Pelosi stopped one CIA operation. So why not waterboarding?
By Marc A. ThiessenFriday, January 29, 2010; A21
In mid-2004, then-House Minority Leader Nancy Pelosi learned something from a CIA briefing that made her blood boil. Pelosi reportedly "came unglued" at the revelation and had "strong words" with national security adviser Condoleezza Rice, demanding that the CIA abandon its plans. As a result, a top-secret finding that President George W. Bush signed to authorize the CIA's activities was revised. Pelosi succeeded in stopping the agency from moving forward with the controversial operation.
What drove Pelosi to action? Not the CIA's waterboarding of suspected al-Qaeda terrorists. In a 2009 interview, a former senior Bush administration official directed me to a little-noticed item from Time magazine. According to this 2004 report, Pelosi objected to a CIA plan to provide money to moderate political parties in Iraq ahead of scheduled elections, in an effort to counter Iran, which was funneling millions to extremist elements. "House minority leader Nancy Pelosi 'came unglued' when she learned about what a source described as a plan for 'the CIA to put an operation in place to affect the outcome of the elections,' " Time reported. "Pelosi had strong words with National Security Adviser Condoleezza Rice in a phone call about the issue. . . . A senior U.S. official hinted that, under pressure from the Hill, the Administration scaled back its original plans." (Her role was also reported on this page by David Ignatius in 2007.)
Why is this important? Because on May 14, 2009, Pelosi, now speaker of the House, declared in a Capitol Hill news conference that she had opposed CIA waterboarding but was powerless to stop it. A former senior intelligence official told me in 2009 that he was shocked by Pelosi's claim because, he said, "Speaker Pelosi herself has stopped covert action programs that she has been briefed on by going to the White House. In that very same time frame [after she learned about waterboarding] Pelosi had gone back to the White House [over] a separate covert action program, expressed strong opposition to it. And the remarkable part to me, the White House backed off the program, changed one aspect of the program . . . she was particularly opposed to. And literally, the finding was pulled back and revised." If Pelosi had truly opposed waterboarding, he said, she had numerous ways to stop it -- but she didn't try.
At the time of her press briefing, Pelosi had been forced to acknowledge that she had learned in February 2003 that waterboarding was being used. Why, reporters asked, did she not object? Flustered, Pelosi claimed that it was not her place to complain because she was no longer the top Democrat on the House intelligence committee. "A letter raising concerns was sent to CIA general counsel Scott Muller by the new Democratic ranking member of [the] committee [Jane Harman], the appropriate person to register a protest." She made this claim five times during the briefing.

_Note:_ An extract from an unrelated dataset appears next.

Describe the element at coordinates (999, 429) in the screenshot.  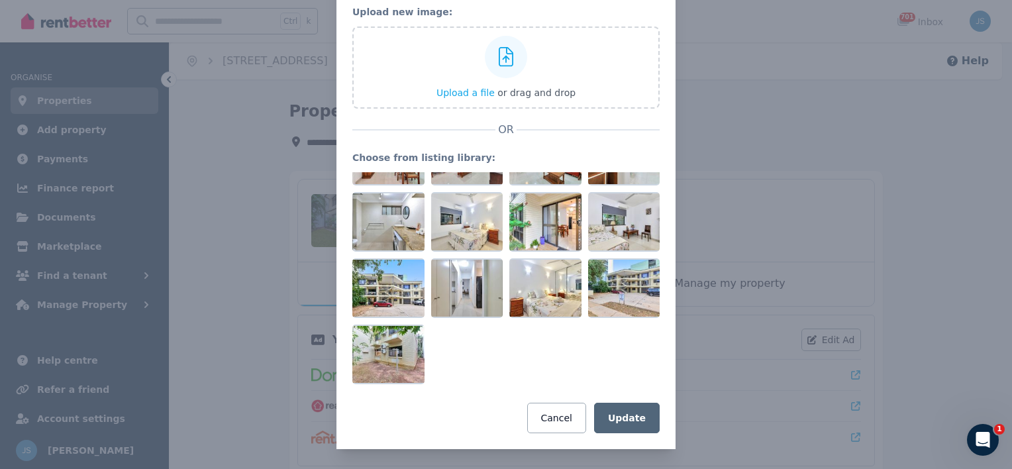
I see `span: 1` at that location.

In fact, Harman's letter, since declassified, did not "register a protest"; it asked "what kind of policy review took place" and urged the agency not to destroy interrogation tapes. Moreover, when Pelosi made this claim, she knew that in 2004, when she was no longer the committee's ranking member, she had personally intervened with the White House to stop different covert action. She did not defer to Harman; she herself took action. Why was it "appropriate" for her to intervene then but not in the case of waterboarding?
Pelosi was asked by a reporter, "Do you wish now that you had done more? Do you wish it had been your own letter?" Pelosi replied, "No, no, no, no, no, no . . . No letter or anything else is going to stop them from doing what they're going to do." She made this claim three times during the briefing. All the while knowing that her phone call to Rice in 2004 had stopped the CIA from "doing what they were going to do" in a different covert operation.

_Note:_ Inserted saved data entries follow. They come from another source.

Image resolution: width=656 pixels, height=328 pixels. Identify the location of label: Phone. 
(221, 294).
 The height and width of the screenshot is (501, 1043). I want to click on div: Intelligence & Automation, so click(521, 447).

As one of the top four leaders on Capitol Hill, Pelosi had numerous tools at her disposal if she had truly wanted to block waterboarding. She could have threatened to put a hold on funding for the CIA interrogation program, or held up funding for other administration priorities, or worked with her Senate counterparts to hold up nominees for senior CIA positions, or simply called the national security adviser -- as she reportedly did in the case of the Iraq program. Pelosi did none of those things when she learned about waterboarding. By her silence, Pelosi gave her consent -- and then misled the media by claiming she was powerless to act.
Journalists did not question Pelosi's claims -- and then they stopped questioning her. Pelosi announced that she would not take more questions on the topic, and the media complied. Reporters who relentlessly chased the Valerie Plame leak let the story drop. Pelosi's role in stopping another covert operation gives lie to her claims that she was powerless to stop waterboarding -- but the Washington press corps failed to "connect the dots." Now that the truth is out, will they continue to let her get away with not answering questions? We'll learn the answer at her next press briefing.